Altogether the plant produces 12 different Mack truck models and employs 1,695 workers: a vast improvement from the 652 that staffed the facility back in December 2008.

One of the interesting things about the manufacturing sector in the U.S. these days is how “green” companies are trying to make their plants in terms of reducing energy consumption and shrinking their waste streams.

At Mack’s Macungie plant, for example, the company is targeting reductions landfill waste by 2% every year and relies on a “waste hunters” cross-functional team made up of both management and hourly employees to explore new opportunities in recycling. The result is a reduction of waste to landfill per unit of 30% – from 199.9 pounds per unit in 2004 to 139 pounds per unit in 2006, the company noted.

How does such a reduction occur?

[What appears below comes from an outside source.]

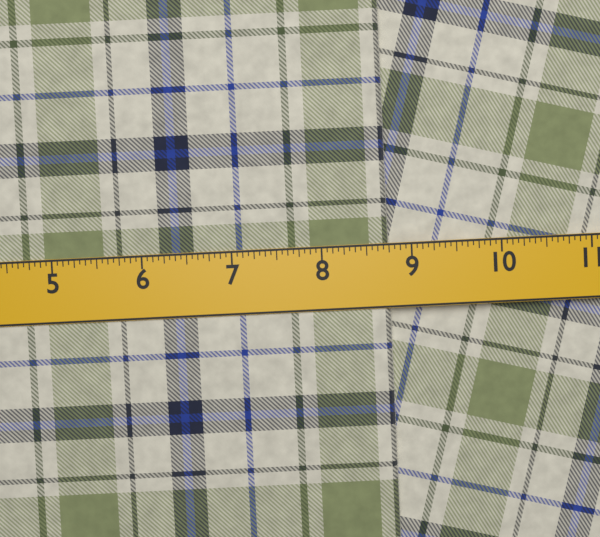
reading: 8.7500 in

First by using more “returnable containers” for the shipment of various components (indeed some 70% of the containers used by the plant today are now returnable) and second by recycling more of the packaging and part “leftovers” such as wood, cardboard, metals, paper, plastics, etc.

Chew on these numbers for a moment. In 2011, the Macungie plant recycled 440 tons of cardboard (more than 36 tons per week) and 200 tons or scrap metal (some 16.5 tons per week). The factory also recycled 54 tons of paper last year, along with 25 tons of clear plastics.

Another “recycling effort” currently under evaluation is an process to use shredded wood waste as feedstock for biofuel generation, as wood waste accounts for approximately 64% of all of the trash Macungie sends to landfill.

Then there’s cutting back on energy use itself. From 2003 to 2006, Macungie reduced its overall energy usage by 21.6% – more than 11 million kilowatts per hour – by another 48% between 2004 and 2009.

Mack accomplished such energy reduction in several ways. For instance, it installed extra roof openings to provide more “natural light” versus light supplied by electricity, and is painting much of its ceiling space white to increase the brightness provided by such “natural light” as well.

Natural gas has also replaced many of the old oil-fed boilers and air handlers in the factory to help reduce a variety of emissions: virtually eliminating oxides of sulfur (SOx), cut back on oxides of nitrogen (NOx); and slash carbon dioxide (CO2) emissions by 63% overall since 2002.

While all of those “green” efforts certainly benefit the environment, they also save Mack a lot of money – helping it reduce the cost of truck building operations. Can’t argue with that strategy as the economy continues to stay stuck in “slug mode,” which is keeping margins tight for everyone up and down the trucking food chain.